Mow No Mo
Late yesterday afternoon, I decided to do my final full mowing of the year, since the temperatures are slated to drop steadily throughout this week. This is typically the timeframe in which I drive the little yellow tractor out of the barn for the last time of the season. It was a most glorious day to ride the machine and cut the grass down. I did the front and back yards, along with the front meadow. My neighbor’s son always mows the south pasture because he rakes and bales the grass for hay.
I chewed up the leaves with the blades and they will make good compost material; I’m determined to try building compost again this year, after an extended hiatus. While I was driving back and forth over the living acres, the dust hung in the air, making the beams of sun look like beams of blonde wood, propping up the rest of the air around me, ready to be nailed and festooned with news and theses and perhaps a recipe or two. But then I drove into those beams and they shattered and swirled and broke apart into new shapes, only to settle back into beamishness once I’d passed.
I finished the job a bit before sunset, and tidied up a bit, making mental notes about a few other mowing-related things I need to do, like getting at some hard-to-reach spots and in between some treacherous tree roots with the push mower. Right now, looking out across the front garden, seeing the neat carpet sloping up and down, and the white adirondack chairs beneath the peach trees, and the ebony cows in the next pasture over, and the rapidly russeting leaves in the closest copse of trees, and I am tempted to think that it will be a long time before I fire up the tractor again. But I know that I will merely turn around and the ice will be receding and the trees will be budding and the sweet spring grass will be pushing up through the chilled earth…and I will begin watching and listening for hummingbirds. It will all come about much quicker than I anticipate, even though I know it’s coming. And that’s one of the lovely mysteries of this life: even the things I know are coming can still surprise me or catch me off-guard.
I’m pretty good at identifying birds by their call, thanks to my grandmother’s tutelage in my youth, but there’s been a mystery bird up in the woods for about a week now, and I wish I could learn what it is. The call is very distinctive. If you’ve ever heard a Southerner express dismay or disappointment with an “Ohh-oh,” that’s what it sounds like. Imagine Andy Griffith being told that Deputy Fife wrote a ticket for jaywalking to a widder-woman, and that’s what this bird sounds like. Most vexing not to know.
Speaking of birds, I found a meme online that I have been unable to attribute to anyone. I thought it was a poem, or an excerpt of a poem, but I’ve entered the entire text into a search engine and have been unable to find anything. I thought I would transcribe it here:
To the swallows: ‘see you next year.’
These swallows? No
matter. On the wires
will be swallows, the music
of time in customary
notation. Not like
me whose migrations
are endless, though my perch
be of bone. One April
I will return to it
No more. As nature
replaces it creatures
so life will replace
me, a migrant
between nominatives,
a new singer of an old
song, an innovator
too regardless of time
for the time-keeping swallows.— author unknown
Isn’t that pleasant? And mournful. And true. I love that line “One April I will return to it no more…” This is of course the season where my thoughts go to the temporal nature of this life, and to the cyclical nature of all things, and this waters and suns the little sprig of hope that has managed to stay living in all the deadly hours, in all the bleak and silent hours spent with head inclined and eyes closed and questions buzzing around me like mayflies, those short-lived little spring things.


> [Task details]:
Only the number is wanted: how many lines below include "name"?

────

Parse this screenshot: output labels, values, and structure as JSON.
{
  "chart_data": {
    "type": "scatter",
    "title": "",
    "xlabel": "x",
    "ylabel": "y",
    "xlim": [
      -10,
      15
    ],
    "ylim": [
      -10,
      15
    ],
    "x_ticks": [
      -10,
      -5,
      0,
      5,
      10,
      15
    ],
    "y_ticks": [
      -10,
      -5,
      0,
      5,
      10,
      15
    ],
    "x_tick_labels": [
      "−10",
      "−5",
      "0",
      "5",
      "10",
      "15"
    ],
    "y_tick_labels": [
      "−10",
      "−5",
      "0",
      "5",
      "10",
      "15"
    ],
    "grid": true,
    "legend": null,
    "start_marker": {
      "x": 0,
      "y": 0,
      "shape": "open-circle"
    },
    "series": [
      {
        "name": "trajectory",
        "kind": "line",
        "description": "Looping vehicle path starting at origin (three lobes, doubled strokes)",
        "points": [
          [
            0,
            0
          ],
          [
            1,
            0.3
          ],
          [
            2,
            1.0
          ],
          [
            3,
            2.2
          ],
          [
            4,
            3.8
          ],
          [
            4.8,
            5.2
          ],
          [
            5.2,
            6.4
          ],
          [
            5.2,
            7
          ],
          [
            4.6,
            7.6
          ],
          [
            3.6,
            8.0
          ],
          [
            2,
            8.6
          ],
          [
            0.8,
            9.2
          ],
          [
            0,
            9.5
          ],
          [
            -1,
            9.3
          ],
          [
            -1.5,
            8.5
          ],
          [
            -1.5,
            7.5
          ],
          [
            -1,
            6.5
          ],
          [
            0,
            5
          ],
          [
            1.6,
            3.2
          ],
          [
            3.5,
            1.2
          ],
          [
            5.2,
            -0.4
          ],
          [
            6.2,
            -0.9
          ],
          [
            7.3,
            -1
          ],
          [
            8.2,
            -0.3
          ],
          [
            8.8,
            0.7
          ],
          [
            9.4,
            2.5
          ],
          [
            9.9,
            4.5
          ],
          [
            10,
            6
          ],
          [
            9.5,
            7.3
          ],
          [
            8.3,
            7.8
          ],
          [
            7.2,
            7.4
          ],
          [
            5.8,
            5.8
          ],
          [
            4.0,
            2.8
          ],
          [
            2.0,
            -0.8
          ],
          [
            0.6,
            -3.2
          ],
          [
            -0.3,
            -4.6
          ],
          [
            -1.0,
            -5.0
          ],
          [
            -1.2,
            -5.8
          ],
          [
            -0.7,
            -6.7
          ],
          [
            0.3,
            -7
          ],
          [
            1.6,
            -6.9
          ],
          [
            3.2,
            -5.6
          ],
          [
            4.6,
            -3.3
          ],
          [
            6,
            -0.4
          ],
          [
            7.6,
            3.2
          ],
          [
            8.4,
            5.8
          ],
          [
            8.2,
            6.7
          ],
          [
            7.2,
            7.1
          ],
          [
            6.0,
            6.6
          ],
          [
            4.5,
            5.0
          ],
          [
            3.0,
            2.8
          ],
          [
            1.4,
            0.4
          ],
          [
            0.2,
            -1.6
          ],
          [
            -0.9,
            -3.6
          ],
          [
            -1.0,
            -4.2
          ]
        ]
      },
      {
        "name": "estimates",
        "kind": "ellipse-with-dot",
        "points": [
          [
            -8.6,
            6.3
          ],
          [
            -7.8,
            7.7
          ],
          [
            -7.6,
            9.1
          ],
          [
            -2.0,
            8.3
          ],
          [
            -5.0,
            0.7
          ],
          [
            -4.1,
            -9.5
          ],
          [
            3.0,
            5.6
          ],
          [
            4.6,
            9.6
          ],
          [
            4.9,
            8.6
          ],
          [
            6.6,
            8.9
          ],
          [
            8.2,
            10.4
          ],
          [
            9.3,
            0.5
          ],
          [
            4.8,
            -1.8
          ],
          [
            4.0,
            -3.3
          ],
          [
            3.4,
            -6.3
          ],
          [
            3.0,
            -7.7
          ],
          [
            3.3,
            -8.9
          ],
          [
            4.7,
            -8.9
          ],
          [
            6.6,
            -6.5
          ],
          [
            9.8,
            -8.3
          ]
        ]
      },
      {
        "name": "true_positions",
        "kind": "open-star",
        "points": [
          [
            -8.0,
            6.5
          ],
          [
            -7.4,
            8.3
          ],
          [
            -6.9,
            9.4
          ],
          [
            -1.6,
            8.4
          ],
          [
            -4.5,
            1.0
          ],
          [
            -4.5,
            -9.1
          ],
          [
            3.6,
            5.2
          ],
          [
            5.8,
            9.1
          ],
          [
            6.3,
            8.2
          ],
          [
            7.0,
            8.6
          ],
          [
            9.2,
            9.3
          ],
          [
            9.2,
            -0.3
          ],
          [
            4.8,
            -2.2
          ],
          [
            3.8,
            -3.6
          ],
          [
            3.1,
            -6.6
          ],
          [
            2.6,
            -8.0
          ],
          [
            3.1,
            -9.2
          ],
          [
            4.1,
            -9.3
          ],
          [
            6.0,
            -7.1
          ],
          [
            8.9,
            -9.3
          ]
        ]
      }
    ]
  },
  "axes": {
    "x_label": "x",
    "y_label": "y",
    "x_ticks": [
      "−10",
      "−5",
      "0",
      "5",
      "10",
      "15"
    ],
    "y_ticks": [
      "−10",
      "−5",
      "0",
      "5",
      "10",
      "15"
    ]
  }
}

────

> [Solution for this exercise]:
3